Fairbanks leaders propose ending assembly meeting prayers

THE ASSOCIATED PRESS

FAIRBANKS — Some Fairbanks officials have proposed removing prayers from the beginning of borough assembly meetings.

Fairbanks North Star Borough Assembly members Shaun Tacke, Andrew Gray and Christopher Quist wrote a measure that would remove the nonsectarian invocation from the assembly’s meeting agendas, reported The Daily News-Miner. Their ordinance will be introduced during Thursday’s meeting.

The measure is designed to make sure the assembly reflects the community as a whole, Tacke said.

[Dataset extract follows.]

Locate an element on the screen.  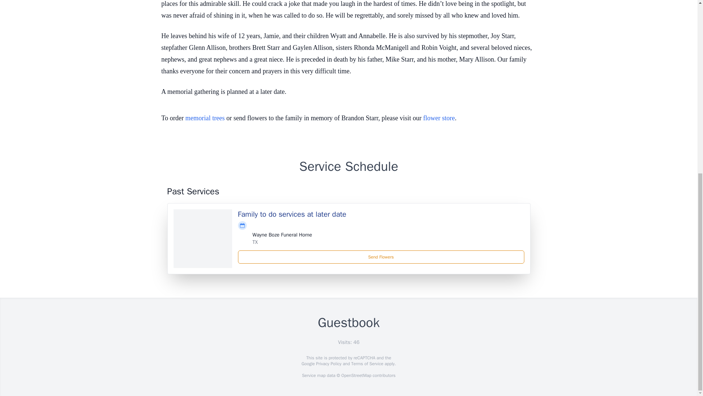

“There are some individuals who have religious beliefs and those who have zero and by having a strict policy of separation of church and state, it excludes no one and includes everyone,” Tacke told the newspaper Sunday.

The Fairbanks proposal follows changes to the Kenai Peninsula Borough’s invocation policy that sparked two lawsuits, one by the American Civil Liberties Union of Alaska and another by an assembly member.

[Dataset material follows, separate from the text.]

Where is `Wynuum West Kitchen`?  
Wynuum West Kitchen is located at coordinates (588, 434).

After years of invocations given mostly by Christians, the Kenai Peninsula Borough Assembly last year opened invitations to the broader public. Kenai reversed course after a Satanic invocation.

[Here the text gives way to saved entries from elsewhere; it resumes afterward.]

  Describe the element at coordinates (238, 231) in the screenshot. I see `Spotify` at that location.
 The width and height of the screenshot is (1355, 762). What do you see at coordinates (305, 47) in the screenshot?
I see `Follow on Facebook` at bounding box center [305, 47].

The assembly then instituted a list of pre-approved religious groups, which provoked the court cases.

In Fairbanks, the invocation isn’t open to the public but is left up to the presiding officer. Tacke said this could become a problem depending on the attitude of the presiding officer.

Conservative Assemblyman Lance Roberts said he is opposed to getting rid of invocations, calling them a way to focus the meeting on creating good and balanced laws. He said he’d rather see the assembly move in the Kenai Peninsula Borough’s direction by inviting local figures to give invocations and possibly requiring pre-approval to weed out people who would want to make a “mockery” of the process.

“What I say when I’m doing prayer at public events is I’ll pray in my faith and you can pray in yours,” Roberts said. “Everybody is ultimately doing things their own way anyways, but it’s a common message that they’re thinking about.”